I see the 0.2% budget spend has been totally negated by selfish parking from the white-van man – double yellow lines and blocking the cycle lane.
Also, much amused by your comment “… I can still beat a few battered old mountain bike riders …” – was it the riders who were battered and old?
Keep up the blog – it’s a great read and I enjoy dipping into it a couple of times a week.
> few battered old mountain bike riders
don’t know – a bit like – eats shoots and leaves
It’s a shame to hear that your knee problems have re-appeared. I too have been experiencing pain in my left knee for quite a few months, on and off, but has recently got quite bad.
So I went to see a specialist and was told that I’ve stretched my cruciate ligament which is causing my leg to overextend and this is causing the pain. I also have weak hamstrings (compared to quads) and a slight imbalance between my two legs…so not dissimilar to your problems.
It’s frustrating because it means my longer rides are having to be cut short. Thankfully I can withstand 1 hour of high intensity on the turbo/rollers!
are you doing exercises to strengthen hamstrings? good luck with 1 hour on turbo sessions!
Yes, I’m doing some Nordics and hamstring stabilising exercises to help strengthen them.
My 1 hour turbo/roller sessions are kept mainly for intervals, threshold work etc.

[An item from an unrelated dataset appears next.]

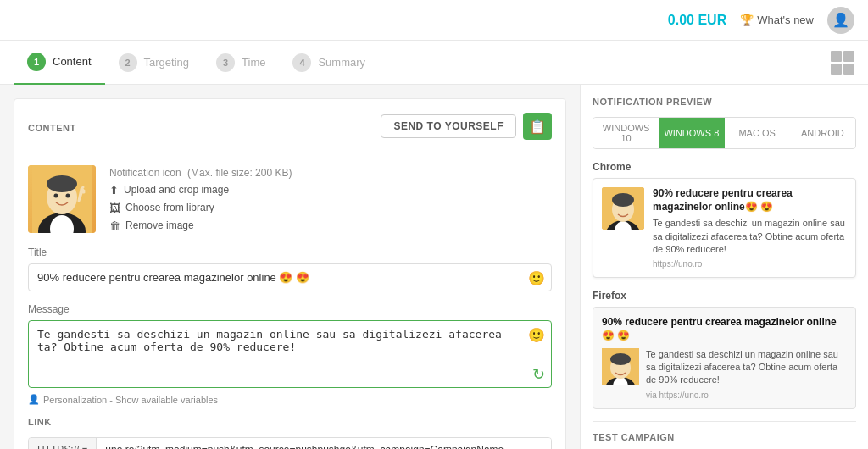  I want to click on chrome-notif-body: Te gandesti sa deschizi un magazin onlin…, so click(749, 236).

Similar to your posts about threshold training on rollers. Only problem is you end up in a sweaty mess!
‘Bicycle bicycle bicycle
I want to ride my bicycle bicycle bicycle
I want to ride my bicycle
I want to ride my bike
I want to ride my bicycle
I want to ride it where I like’
A fuller quote from the Queen song to send the mercury soaring
excellent, it gets better
next sunday, 17th.
it will go away fairly soon i’m sure. cod liver oil. or the vegetarian equivalent, quorn liver oil.
will we see you in frome on sunday?
could it be that the epic winter miles might have caused some strain to the knee? didn’t this happen at the start of last season?
too many questions, sorry.
Sunday?
Unlikely, unless it gets better
Mileage?
Not especially. I’ve had this problem quite regularly once a year. The problem occured ironically after a relatively light few weeks.